======== RECORDS SHOWN
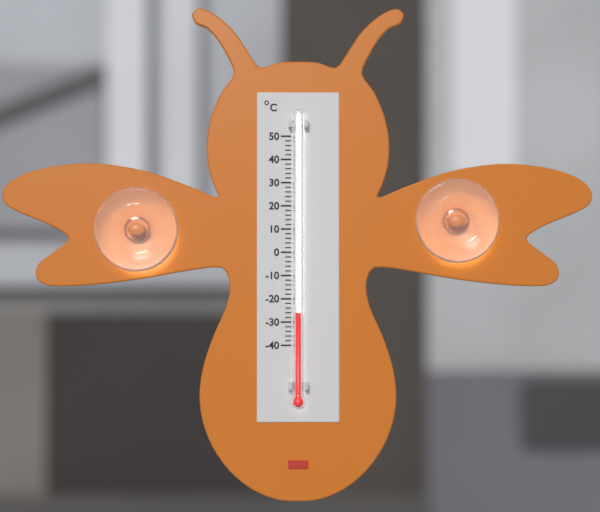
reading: -26 °C
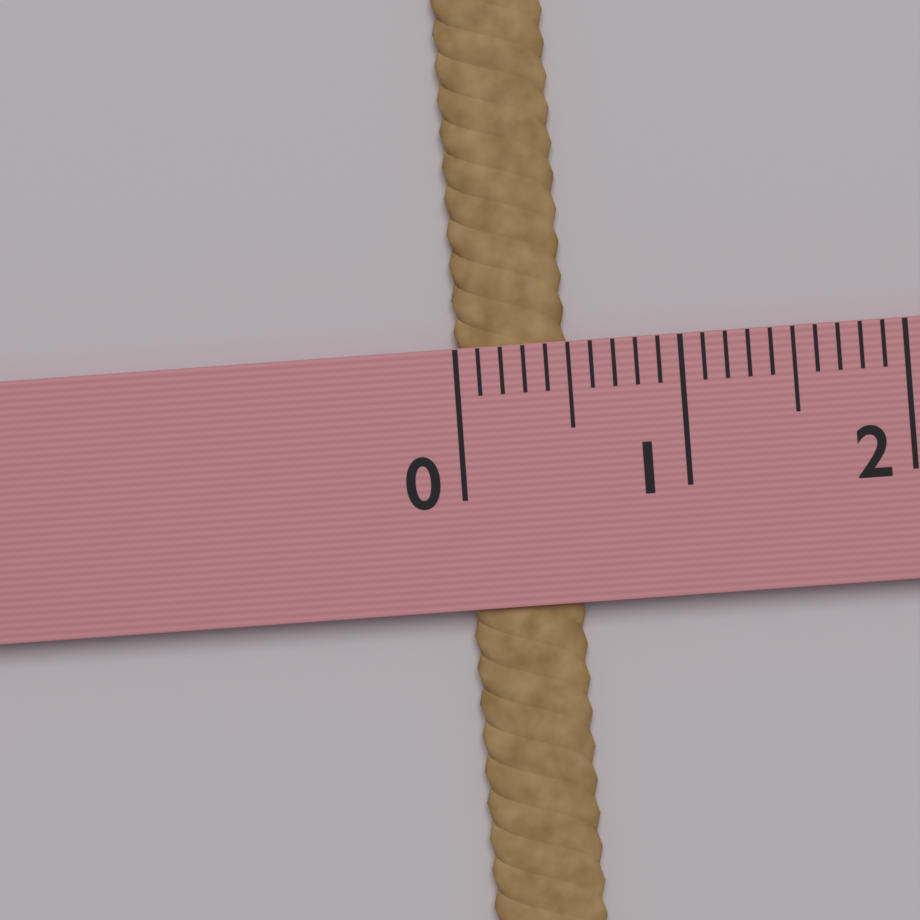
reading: 0.5 (no unit)
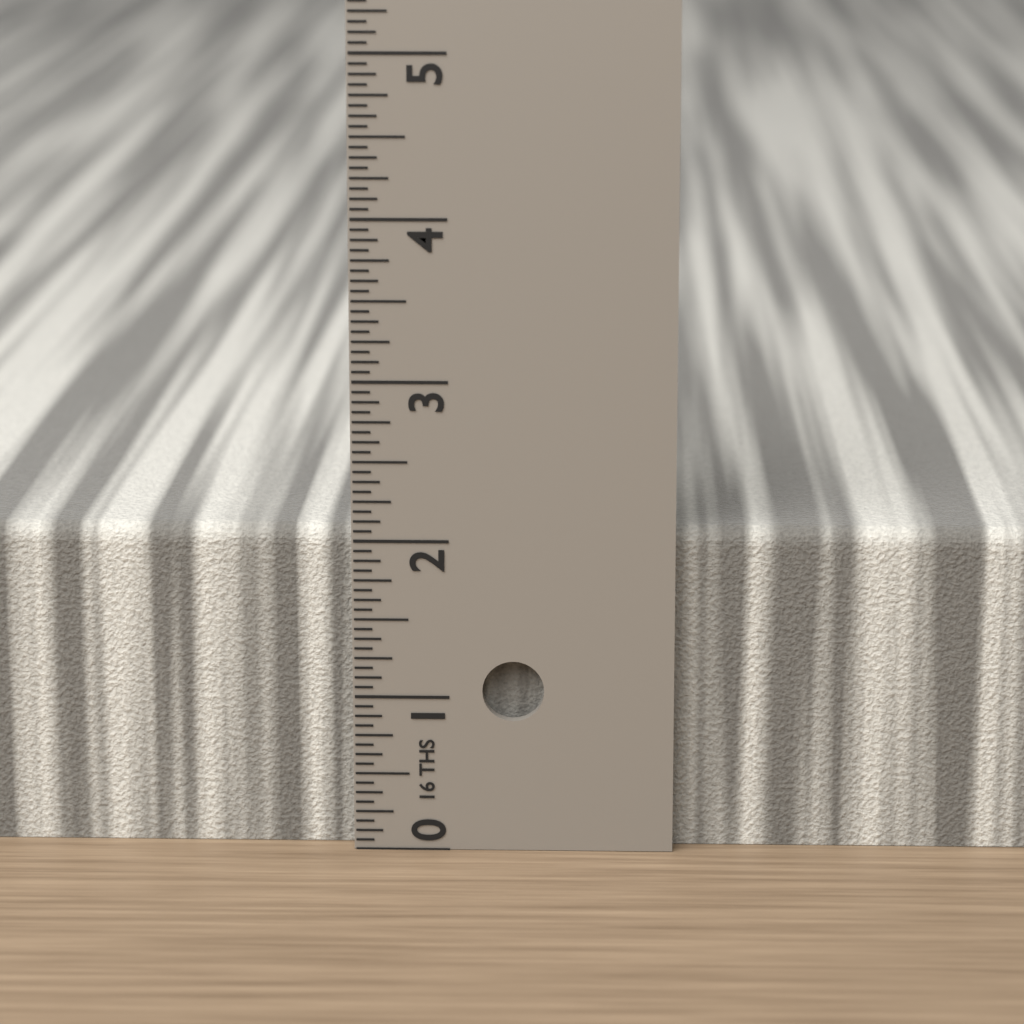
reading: 2.0625 in
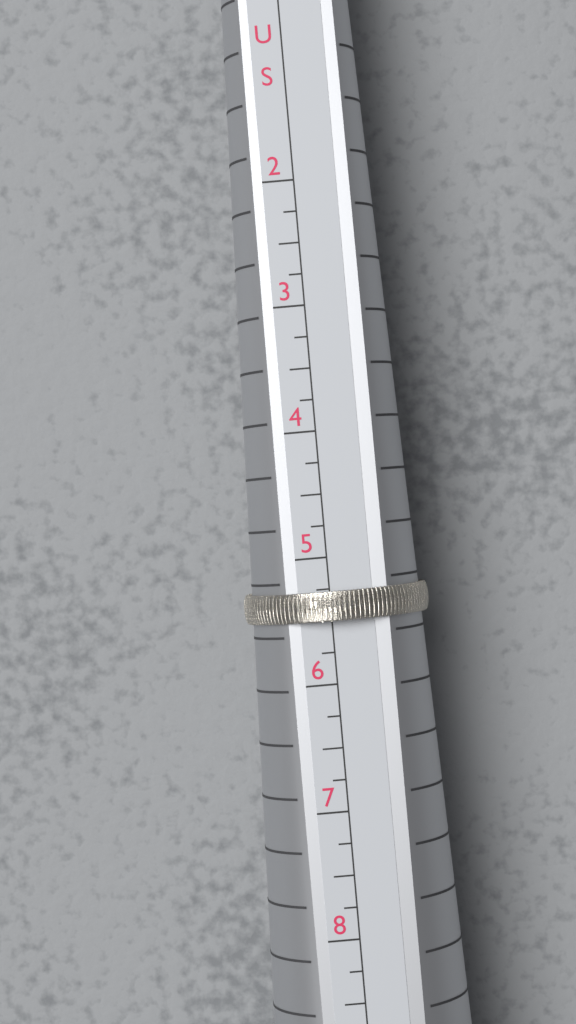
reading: 5.50 US
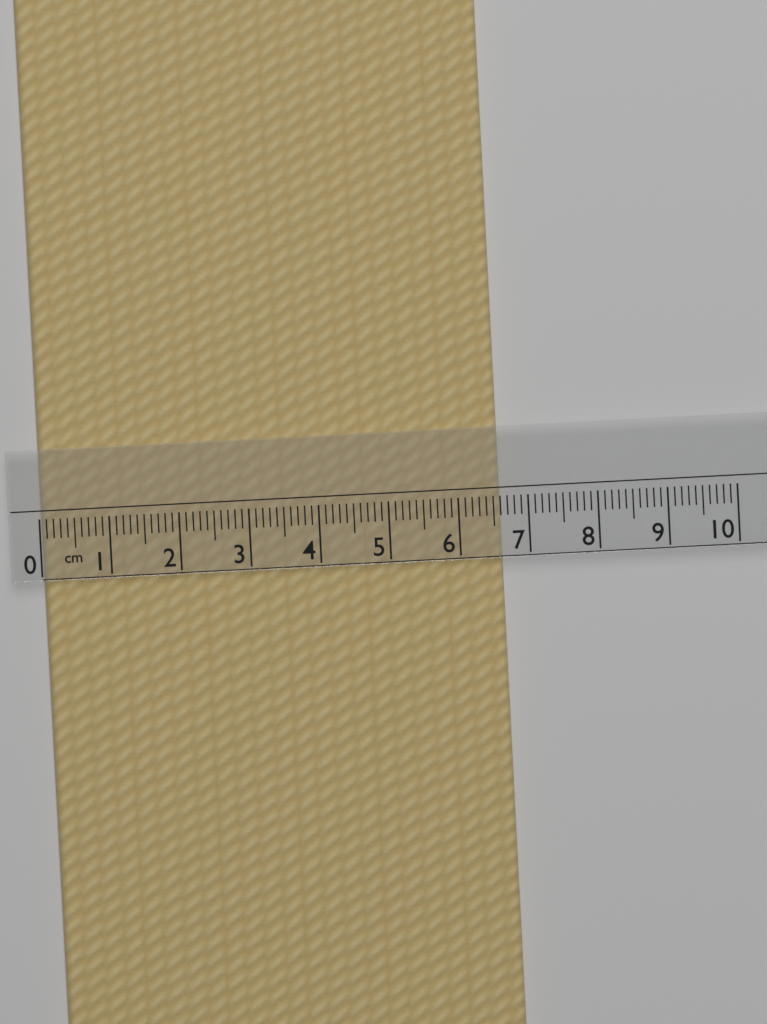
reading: 6.6 cm
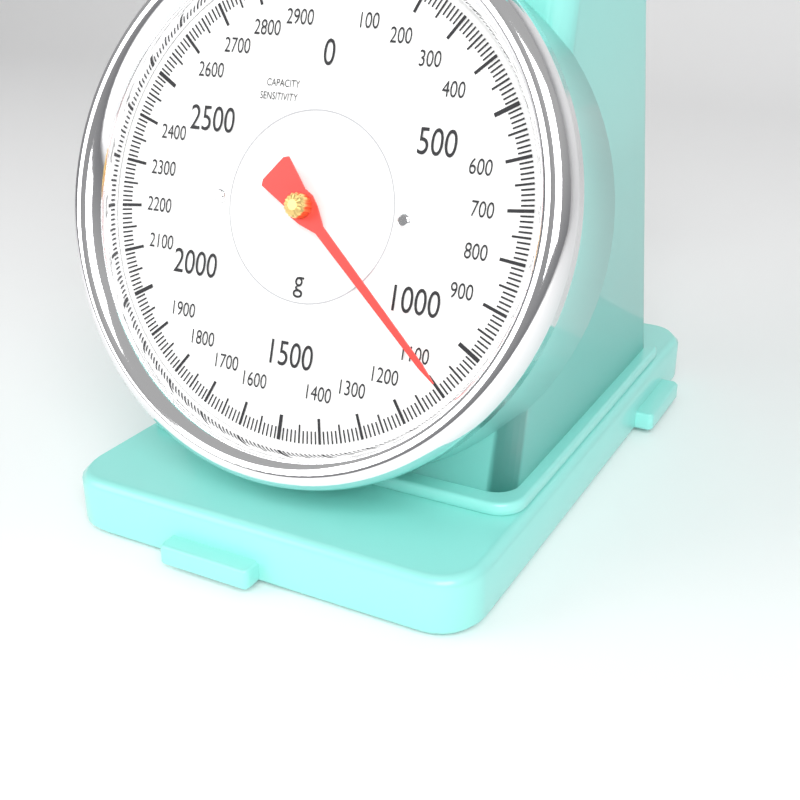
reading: 1090 g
================
■ DESCRIPTION OF THE TASK:
Omit every picture, then reproduce the rest of the listing exactly.

■ YOUR RESPONSE:
reading: -26 °C
reading: 0.5 (no unit)
reading: 2.0625 in
reading: 5.50 US
reading: 6.6 cm
reading: 1090 g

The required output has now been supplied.